I launched a marketing campaign on my 9th day at Interview Mocha
And in four weeks, we have hundreds of new leads from a new channel
I joined Interview Mocha on March 5th. That was just last month, but it feels like last year. Everyone I know is ageing in a way I did not believe possible, and when you are new to a role, what’s going on is even more unnerving.
But you can’t sit around and mope. As a startup, we are uniquely advantaged, and disadvantaged: We can react quickly and nimbly relative to larger companies, but at the same time our smaller cashflows mean that we can be put under pressure real fast.
In this situation, I’m proud of how we responded: We were able to launch a new marketing campaign in a little over a week. I thought how we went about doing it would be interesting to read about.
Here goes.
We read the situation carefully
In early March, as the effects of the coronavirus started to spread around the world, freezing our economies and driving us indoors, HR departments found themselves in a unique situation. Though working from home has been relatively easy and adopt-able for most tech companies at short notice, hiring and onboarding remains difficult to take remote. But as companies started to see that this was inevitable, we posited that HR would try to start doing so, and very soon.
We asked ourselves what would genuinely help our target audience?
We tried to prepare something useful for HR professionals, something they could use immediately. The idea was that they could use a few resources/guidelines to start doing what they do from home. So put together a whitepaper on how to Hire-from-Home. Mine is still a small team, and there are no writers yet, so after a teammate helped me research, I wrote it myself and completed it over a weekend. We pushed it to design that week.
What you call something matters, and more than you think!
The naming was not an afterthought. We wanted to own the Hire-from-Home term, making it memorable for folks who saw the whitepaper, so they would think about Interview Mocha when they heard it again. If you see the term anywhere else, remember: We came up with it first!
We worked on follow-up content
We wanted to do more, and we put that in motion: an exhaustive how to upskill-from-home blog, and a checklist for recruiters who were hiring-from-home. But we didn’t want to be late, so we got the whitepaper up first, and updated the content later: The same link now leads to a whole Hire-from-Home kit, not just a whitepaper. This gives us content to announce again, and we can also send a follow up mail to folks who had downloaded the original whitepaper. Since they had already signalled intent for helpful content, giving them more would make sure our brand is remembered and recalled, adding another touchpoint for us.
What happened, and what next?
It worked brilliantly well! In a time such as this, we created something new for customers, and now have a set of 400+ folks (and counting) who we have helped, and who now know our brand. The next time we build a new/related feature, I’m going to send them a mail that we’ve built something for them: Perhaps they’d want to take a look?
And more often than not, they do want to take a look, and you’ve done it, the aim of all marketing: You have earned the right to have a conversation.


The number of lines containing "Precio" is the only answer wanted; work it out from the entries below.

● ● ●

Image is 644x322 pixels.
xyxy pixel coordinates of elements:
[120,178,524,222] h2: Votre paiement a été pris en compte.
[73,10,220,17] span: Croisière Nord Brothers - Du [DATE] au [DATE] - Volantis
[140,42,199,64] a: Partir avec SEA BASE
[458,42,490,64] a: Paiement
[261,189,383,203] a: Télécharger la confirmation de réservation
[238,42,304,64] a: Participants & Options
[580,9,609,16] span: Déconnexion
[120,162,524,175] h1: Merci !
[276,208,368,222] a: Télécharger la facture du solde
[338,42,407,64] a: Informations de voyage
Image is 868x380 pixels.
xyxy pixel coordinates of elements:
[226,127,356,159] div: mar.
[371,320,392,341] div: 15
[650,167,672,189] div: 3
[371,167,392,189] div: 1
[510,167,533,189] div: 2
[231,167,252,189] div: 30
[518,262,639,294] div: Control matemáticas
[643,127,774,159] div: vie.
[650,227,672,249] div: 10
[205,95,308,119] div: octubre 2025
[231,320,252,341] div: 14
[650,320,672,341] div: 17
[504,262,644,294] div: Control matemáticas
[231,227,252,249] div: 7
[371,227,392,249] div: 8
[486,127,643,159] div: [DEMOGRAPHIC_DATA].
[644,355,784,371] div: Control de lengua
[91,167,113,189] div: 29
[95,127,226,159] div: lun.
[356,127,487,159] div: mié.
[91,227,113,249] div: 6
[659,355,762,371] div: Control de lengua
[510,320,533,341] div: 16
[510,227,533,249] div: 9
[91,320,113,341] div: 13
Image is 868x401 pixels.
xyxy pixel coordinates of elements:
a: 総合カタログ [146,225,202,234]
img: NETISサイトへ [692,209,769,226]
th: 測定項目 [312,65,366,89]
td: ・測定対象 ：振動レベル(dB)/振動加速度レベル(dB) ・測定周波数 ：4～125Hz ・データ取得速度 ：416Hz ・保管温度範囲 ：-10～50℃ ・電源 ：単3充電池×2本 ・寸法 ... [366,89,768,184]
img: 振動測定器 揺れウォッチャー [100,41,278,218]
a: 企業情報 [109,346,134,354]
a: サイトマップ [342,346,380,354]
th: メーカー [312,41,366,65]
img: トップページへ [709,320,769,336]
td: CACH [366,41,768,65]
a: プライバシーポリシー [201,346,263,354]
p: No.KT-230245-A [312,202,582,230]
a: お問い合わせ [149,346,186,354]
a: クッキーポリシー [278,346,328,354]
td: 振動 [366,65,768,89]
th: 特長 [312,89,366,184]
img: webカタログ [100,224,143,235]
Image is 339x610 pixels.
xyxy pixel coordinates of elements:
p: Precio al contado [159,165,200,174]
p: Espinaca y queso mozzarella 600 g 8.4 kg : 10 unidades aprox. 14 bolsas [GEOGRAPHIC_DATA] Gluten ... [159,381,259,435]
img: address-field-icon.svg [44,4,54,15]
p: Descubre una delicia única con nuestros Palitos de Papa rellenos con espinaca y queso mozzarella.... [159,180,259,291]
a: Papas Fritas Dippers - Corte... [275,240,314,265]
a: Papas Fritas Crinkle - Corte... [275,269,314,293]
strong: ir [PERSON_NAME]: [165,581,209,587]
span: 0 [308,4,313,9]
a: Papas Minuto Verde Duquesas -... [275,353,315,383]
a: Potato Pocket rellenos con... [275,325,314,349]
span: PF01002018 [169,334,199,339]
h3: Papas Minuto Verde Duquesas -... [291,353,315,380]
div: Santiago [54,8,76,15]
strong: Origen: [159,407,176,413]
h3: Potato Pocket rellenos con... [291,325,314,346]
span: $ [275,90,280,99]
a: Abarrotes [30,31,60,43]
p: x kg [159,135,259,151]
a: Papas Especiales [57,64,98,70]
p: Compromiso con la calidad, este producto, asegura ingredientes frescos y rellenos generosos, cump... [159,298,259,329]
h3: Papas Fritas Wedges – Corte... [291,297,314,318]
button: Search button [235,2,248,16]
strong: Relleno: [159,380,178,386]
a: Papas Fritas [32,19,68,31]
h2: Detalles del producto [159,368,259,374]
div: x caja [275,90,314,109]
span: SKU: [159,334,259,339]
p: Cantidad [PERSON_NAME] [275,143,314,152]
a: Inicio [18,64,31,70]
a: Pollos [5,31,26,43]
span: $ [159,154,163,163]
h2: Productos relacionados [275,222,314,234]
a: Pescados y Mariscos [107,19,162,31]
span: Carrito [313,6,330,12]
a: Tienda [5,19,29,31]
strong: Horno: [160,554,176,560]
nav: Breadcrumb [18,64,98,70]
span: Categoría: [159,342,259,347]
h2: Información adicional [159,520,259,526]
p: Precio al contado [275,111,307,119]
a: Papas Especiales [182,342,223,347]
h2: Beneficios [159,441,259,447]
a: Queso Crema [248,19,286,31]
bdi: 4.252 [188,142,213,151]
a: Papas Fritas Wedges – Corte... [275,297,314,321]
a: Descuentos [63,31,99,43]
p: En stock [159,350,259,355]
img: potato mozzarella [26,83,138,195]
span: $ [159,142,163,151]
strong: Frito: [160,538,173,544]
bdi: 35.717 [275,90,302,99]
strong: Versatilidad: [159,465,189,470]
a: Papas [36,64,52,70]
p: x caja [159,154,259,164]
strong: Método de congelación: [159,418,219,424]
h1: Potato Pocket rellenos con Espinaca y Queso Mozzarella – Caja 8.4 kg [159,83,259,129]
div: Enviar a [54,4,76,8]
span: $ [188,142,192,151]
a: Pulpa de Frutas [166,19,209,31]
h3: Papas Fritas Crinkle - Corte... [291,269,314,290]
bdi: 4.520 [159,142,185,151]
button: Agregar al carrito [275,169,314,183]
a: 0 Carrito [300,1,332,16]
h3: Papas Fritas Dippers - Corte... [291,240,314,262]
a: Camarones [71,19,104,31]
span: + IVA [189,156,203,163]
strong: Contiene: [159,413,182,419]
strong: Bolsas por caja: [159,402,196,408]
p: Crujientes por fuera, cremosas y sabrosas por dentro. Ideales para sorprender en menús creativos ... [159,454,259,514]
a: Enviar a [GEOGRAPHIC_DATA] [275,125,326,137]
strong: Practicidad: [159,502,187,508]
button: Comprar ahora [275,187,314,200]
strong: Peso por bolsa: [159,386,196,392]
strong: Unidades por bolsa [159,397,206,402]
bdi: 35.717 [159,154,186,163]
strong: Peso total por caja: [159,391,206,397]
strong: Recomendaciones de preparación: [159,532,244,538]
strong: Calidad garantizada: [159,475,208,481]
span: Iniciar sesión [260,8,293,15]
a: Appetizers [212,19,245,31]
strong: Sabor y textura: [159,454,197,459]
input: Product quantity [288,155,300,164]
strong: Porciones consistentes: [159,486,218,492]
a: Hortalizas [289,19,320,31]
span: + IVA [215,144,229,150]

● ● ●

## [SOLUTION]
2